Canboulay/Kambule: Experience The Dawn of Trinidad Carnival
There’s more to Trinidad Carnival than soca and wining. Behind the explosion of color, music, food, feteing, rum, and fun there’s a 100-year-old tale of a fateful night when one community took it upon themselves to rise up and fight for their right to party. It’s called Canboulay/Kambule.
This is the story of Canboulay/Kambule.
I was introduced to the story in typical Trinidad Carnival fashion. It started at 6 am in New York City the Thursday before Fantastic Friday and the kick-off of Trinidad Carnival’s most thrilling events. I awoke early to pack in the last minutes before heading to the airport. At 11 am I was on a Jetblue flight to Port of Spain.

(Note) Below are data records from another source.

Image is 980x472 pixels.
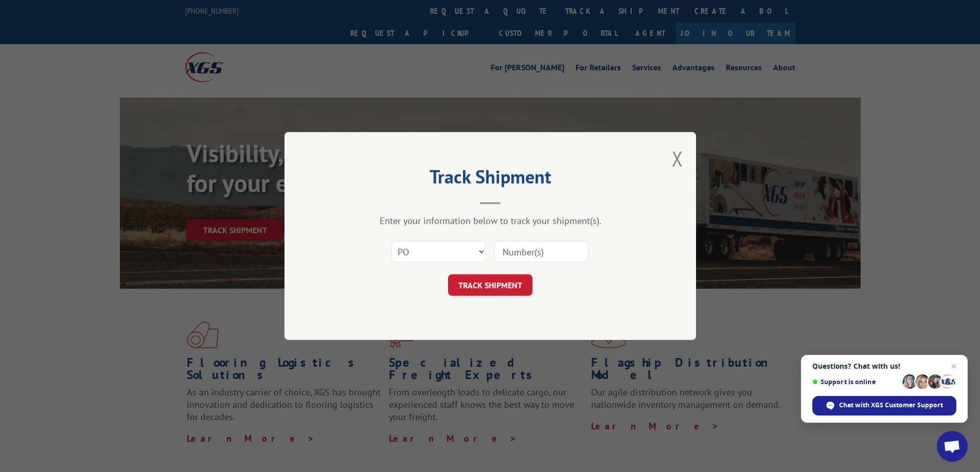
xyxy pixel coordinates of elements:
[812,378,899,386] span: Support is online
[936,431,967,462] div: Open chat
[336,214,645,227] div: Enter your information below to track your shipment(s).
[671,145,683,172] button: Close modal
[336,170,645,189] h2: Track Shipment
[448,275,532,296] button: TRACK SHIPMENT
[494,241,588,262] input: Number(s)
[812,396,956,416] div: Chat with XGS Customer Support
[947,360,960,373] span: Close chat
[812,362,956,370] span: Questions? Chat with us!
[839,401,942,410] span: Chat with XGS Customer Support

After a quick stop at my hotel to drop off my bags, I was out in the pan yards—taking in the sights, sounds, and smells of my first taste of Trinidad Carnival.

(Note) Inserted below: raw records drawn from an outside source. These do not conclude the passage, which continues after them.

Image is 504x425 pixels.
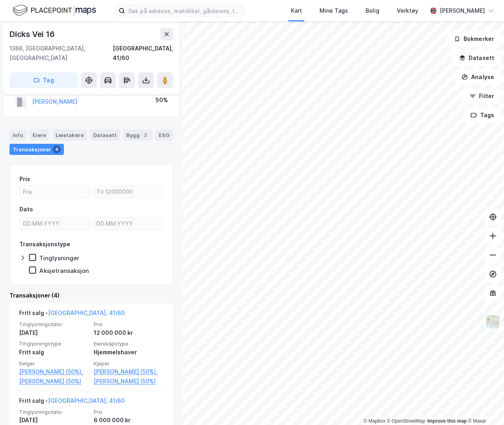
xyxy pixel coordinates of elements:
div: Bygg [123,130,152,141]
button: Analyse [455,69,501,85]
div: Leietakere [52,130,87,141]
div: Tinglysninger [39,254,80,261]
div: Fritt salg [19,347,89,357]
button: Bokmerker [447,31,501,47]
iframe: Chat Widget [465,387,504,425]
div: Eiere [29,130,49,141]
div: Bolig [365,6,379,16]
div: Fritt salg - [19,308,125,321]
div: Dicks Vei 16 [9,28,56,41]
a: [PERSON_NAME] (50%), [93,367,164,377]
a: [PERSON_NAME] (50%) [93,377,164,386]
button: Tags [464,107,501,123]
a: [GEOGRAPHIC_DATA], 41/60 [48,309,125,316]
a: [PERSON_NAME] (50%), [19,367,89,377]
div: 1366, [GEOGRAPHIC_DATA], [GEOGRAPHIC_DATA] [9,44,113,63]
div: Dato [19,205,33,214]
input: Til 12000000 [93,186,163,197]
div: [PERSON_NAME] [440,6,485,16]
button: Datasett [453,50,501,66]
span: Selger [19,360,89,367]
span: Tinglysningsdato [19,321,89,328]
div: Aksjetransaksjon [39,267,89,274]
div: Verktøy [397,6,418,16]
input: Fra [20,186,90,197]
div: 50% [156,95,168,105]
button: Filter [463,88,501,104]
span: Eierskapstype [93,340,164,347]
div: [DATE] [19,416,89,425]
span: Pris [93,321,164,328]
div: Fritt salg - [19,396,125,408]
div: 12 000 000 kr [93,328,164,338]
div: [GEOGRAPHIC_DATA], 41/60 [113,44,173,63]
div: Mine Tags [320,6,348,16]
span: Tinglysningsdato [19,408,89,416]
img: Z [486,314,501,329]
div: ESG [156,130,172,141]
div: Kart [291,6,302,16]
div: 2 [141,131,149,139]
input: DD.MM.YYYY [20,218,90,230]
input: Søk på adresse, matrikkel, gårdeiere, leietakere eller personer [125,5,244,17]
div: Pris [19,174,30,184]
div: 4 [53,145,61,153]
a: Mapbox [364,418,386,424]
a: OpenStreetMap [387,418,426,424]
a: Improve this map [428,418,467,424]
span: Kjøper [93,360,164,367]
div: 6 000 000 kr [93,416,164,425]
span: Pris [93,408,164,416]
button: Tag [9,72,78,88]
img: logo.f888ab2527a4732fd821a326f86c7f29.svg [13,3,96,17]
input: DD.MM.YYYY [93,218,163,230]
div: [DATE] [19,328,89,338]
div: Info [9,130,26,141]
div: Transaksjonstype [19,239,70,249]
div: Hjemmelshaver [93,347,164,357]
div: Transaksjoner [9,144,64,155]
span: Tinglysningstype [19,340,89,347]
a: [PERSON_NAME] (50%) [19,377,89,386]
div: Transaksjoner (4) [9,290,173,300]
div: Datasett [90,130,120,141]
a: [GEOGRAPHIC_DATA], 41/60 [48,397,125,404]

Around midnight, I made my way over to Tribe Ignite, one of the top fetes of the week. Dancing, drinking, and more than a little wining ensued.
Around 4 am, after going strong for 20 hours straight, I met a friend who said I had to take in Kambule.
Ok! Let’s go!
Before I knew it, I was buying a coffee, plus some bake and shark from a vendor next to a large crowd gathered along a fairly nondescript street in the Piccadilly Greens area of Port of Spain.
Juggling my breakfast, I shuffled along to a good vantage point and plopped down on a curb to take it all in.
Written by Trinidadian poet and playwright Eintou Springer, Kambule imagines the details of the conversations behind what’s come to be known as the Canboulay Riot and presents the story as engaging street performance.
Canboulay or Kambule?
Before we get into the details, let’s talk about the word, ‘Canboulay.’ This is the more widely used spelling of the event. It’s derived from a French patois of ‘cannes brulées’ meaning ‘burnt cane.’
But before there was ‘canboulay,’ there was ‘kambule,’ a Kikongo word from West Africa meaning ‘procession.’
Trinidadian sociolinguists have traced references to processions that took place during 19th Century Trinidad as ‘kambules,’ so for these reasons ‘kambule’ has been reclaimed from the colonial-inspired ‘canboulay’ as a more appropriate name for the event.
No fete. No peace.
The story goes all the way back to the late 1700s. During this time Trinidad was occupied by Spanish and English colonial powers, but through some incentives, an influx of French planters began emigrating to the island. With them, they brought their culture, customs, carnival… And their slaves.
So, while the French set aside the period between Christmas and the start of Lent for feasting, getting all dressed up for balls, and celebrating with their colonial compatriots—African slaves were banned from the festivities.
Even under the circumstances, slaves still found time to put on their own celebrations—albeit ones of a different sort. The slave fetes gave over time to mimicking and mocking their oppressors. They highlighted the atrocities of slavery while also incorporating aspects of rituals and folklore brought with them from Africa. Aspects like the rhythms of drumming.
The whole thing was part ancestral ritual, part protest against enslavement.
You can imagine that this ruffled a few feathers.
While this did go on for some time (even as slaves gained their freedom), eventually it came to a head in 1880.
First drumming was outlawed, then the whole celebration! That’s right. No drumming. No feteing. No nothing!
When it came time to enforce the decree for the first time in 1881… Well, let’s just say it didn’t go as planned for the colonialists.
Instead of meek freed slaves, the authorities were met with stick-fighters, masqueraders, and an outpouring of angry residents from the communities in and around Port-of-Spain. As one, they rose up for their right to fete and carry on however they liked—no matter who they offended with their outlandish representations of those who mere years before had claimed their parents as property.
The colonial authorities were routed. The governor, himself, stepped forward to try and spin the outcome, but it was plain to see who the winners and losers of the confrontation were.
But if you need me to spell it out for you…
The winners of the Kambule/Canboulay Riot are us.
The rejection of the ban on drums eventually gave us steelpan music. The rejection of the ban on a carnival to call our own grew into the world-class weeks of fetes we know, love, and pine to participate in year after year.
This is our fete.
Experiencing the Kambule Riot and the story that lead up to that fateful night firsthand was one of the highlights of my first Trinidad Carnival. Get in touch with history yourself 4 a.m. on Fantastic Friday morning.